PNAS March 3, 2020 117 (9) 4842-4849

 

Iron, nitrogen, carbon, and other elements in the surface ocean are consumed by microbes, leading to a flux of sinking and subducted organic matter that is respired in deeper waters, ultimately releasing those nutrients back into dissolved (inorganic) form. Ocean circulation returns resource-rich deep waters back to the surface layer, maintaining global ocean productivity and sustaining a biologically mediated reservoir of inorganic carbon at depth, drawing down atmospheric CO2.

Significance

Marine microbe growth is limited by iron over about half of the global ocean surface. Dissolved iron is quickly lost from the ocean, but its availability to marine microbes may be enhanced by binding with organic molecules which, in turn, are produced by microbes.

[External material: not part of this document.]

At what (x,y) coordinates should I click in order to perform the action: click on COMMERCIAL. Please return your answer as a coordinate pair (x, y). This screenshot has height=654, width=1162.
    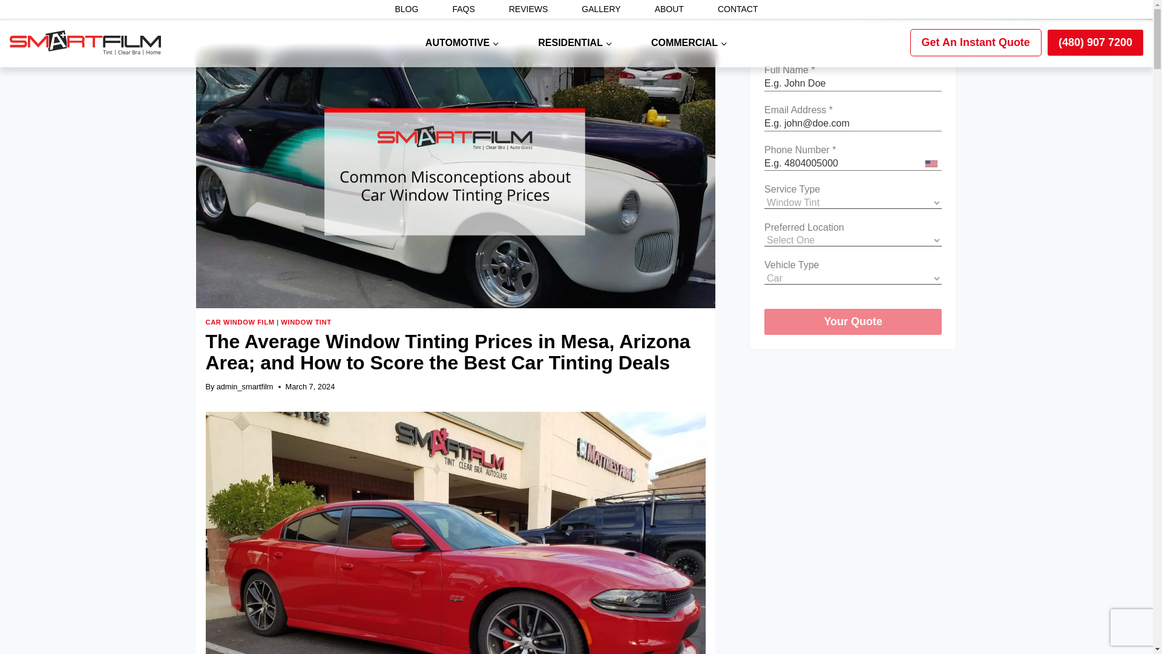
    Looking at the image, I should click on (689, 43).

We hypothesize this forms a reinforcing cycle between biological activity and iron cycling that locally matches the availability of iron and other nutrients, leading to global-scale resource colimitation between macronutrients and micronutrients, and maximizing biological productivity. Idealized models support this hypothesis, depending on the specific relationships between microbial sources and sinks of organic molecules. An evolutionary selection may have occurred which optimizes these characteristics, resulting in “just enough” iron in the ocean.

Abstract

Iron is the limiting factor for biological production over a large fraction of the surface ocean because free iron is rapidly scavenged or precipitated under aerobic conditions. Standing stocks of dissolved iron are maintained by association with organic molecules (ligands) produced by biological processes. We hypothesize a positive feedback between iron cycling, microbial activity, and ligand abundance: External iron input fuels microbial production, creating organic ligands that support more iron in seawater, leading to further macronutrient consumption until other microbial requirements such as macronutrients or light become limiting, and additional iron no longer increases productivity. This feedback emerges in numerical simulations of the coupled marine cycles of macronutrients and iron that resolve the dynamic microbial production and loss of iron-chelating ligands. The model solutions resemble modern nutrient distributions only over a finite range of prescribed ligand source/sink ratios where the model ocean is driven to global-scale colimitation by micronutrients and macronutrients and global production is maximized. We hypothesize that a global-scale selection for microbial ligand cycling may have occurred to maintain “just enough” iron in the ocean.

 

See https://www.pnas.org/content/117/9/4842

Figure 1: Schematic of the “ligand–iron–microbe” feedback. Free iron (Fe'Fe′) is added to the ocean from external sources like dust and sedimentary mobilization, and lost due to scavenging, precipitation, and burial. Iron retention is increased by complexation with organic ligands (LTLT; FeT=Fe'+FeLFeT=Fe′+FeL and LT=L'+FeLLT=L′+FeL). Microbial production of biomass (B) is dependent on iron, and is a source of ligands, for example, by siderophore production, excretion of organic carbon, and release of cell detritus during remineralization. The production of ligands retains a greater concentration of iron, fueling more microbial production, and so on, until the other resources that microbial production requires, such as macronutrients, become limiting. Thus the “ligand–iron–microbe” feedback maintains “just enough” iron in the ocean to match the availability of other resources, resulting in colimitation.